The metal circular tray, bedded with more ice and lined with oysters fanned out like flower petals from a center of sauce dishes, looks good. I am hungry. There are two sauces, a light vinegar with chalets and something tomato-based, like marinara but smoother.
Rosie clinks my wine glass and takes one of the smallest oysters. I take the other. She plucks the quivering tissue from its shell using a petite, three-pronged fork. I do the same. Then, like a shot, she lets the little animal slide down all at once.
I try to think of fresh sea breezes and Poseidon’s daughter. Under close scrutiny, I take the shot from the shell. (Act like you’ve been there before.)
Slurp. Glug.
A loogie is a fair comparison. The oyster is a congealed slip of goo that gives way under tongue pressure. Chewing with my teeth feels like overkill. There is no meaty texture, just globs of dense and soft slime.
But the taste is of fresh, clean, brisk, and bracing saltwater.
I remember my audience.
“Well, you didn’t visibly gag, so good for you,” Rosie quips. “And good for you for going raw and not drowning it in sauces!”
I feel a warm rush of pride. I didn’t know that eating a raw or naked oyster is like drinking coffee black or taking a straight shot of whiskey.
The oyster is gone so fast that it leaves me wanting more.
There are four oysters remaining. And there are two sauces to try, and wine to drink after.

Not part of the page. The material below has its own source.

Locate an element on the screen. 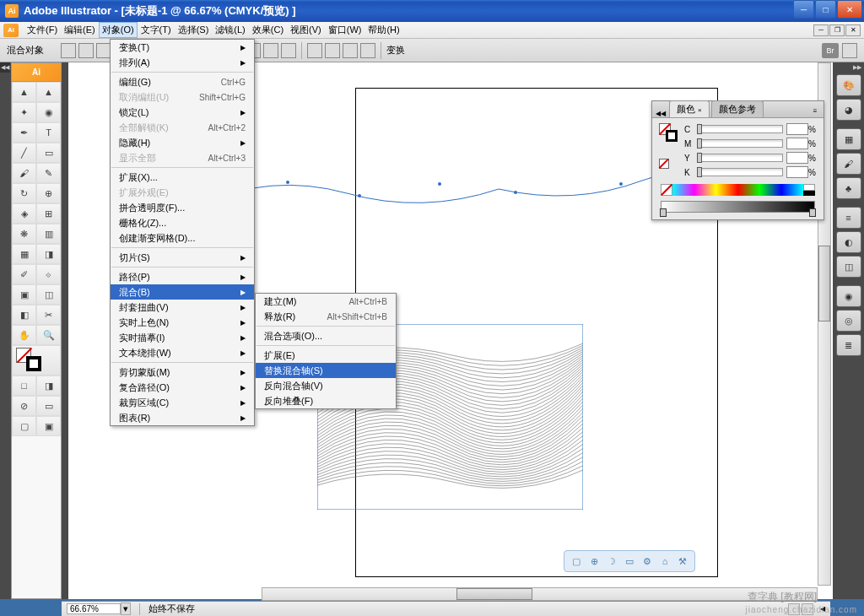 This screenshot has height=616, width=864. line-tool: ╱ is located at coordinates (24, 153).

Tastes and experiences to examine and notes to compare with her. I’ve made it through this mini-gauntlet. I hadn’t needed to tightrope walk and second guess myself the way I had. We’re just having fun. I feel like saying what the city attorney said—thank God for drinks and bars.
The next day, there are more interviews. After, I drive her to the airport. We’re so comfortable and chatty at that point that the trip to Boston goes by too quickly. It is the fastest drive to Logan I’ve ever experienced. She’s on with her life, and I’m on with mine. As she walks away from my car with her gear bag, I watch her go and think a rare thought for me: things aren’t so bad, things aren’t so bad.
Tom Zompakos is an author and playwright. Find his book Odd Jobs & After Hours here.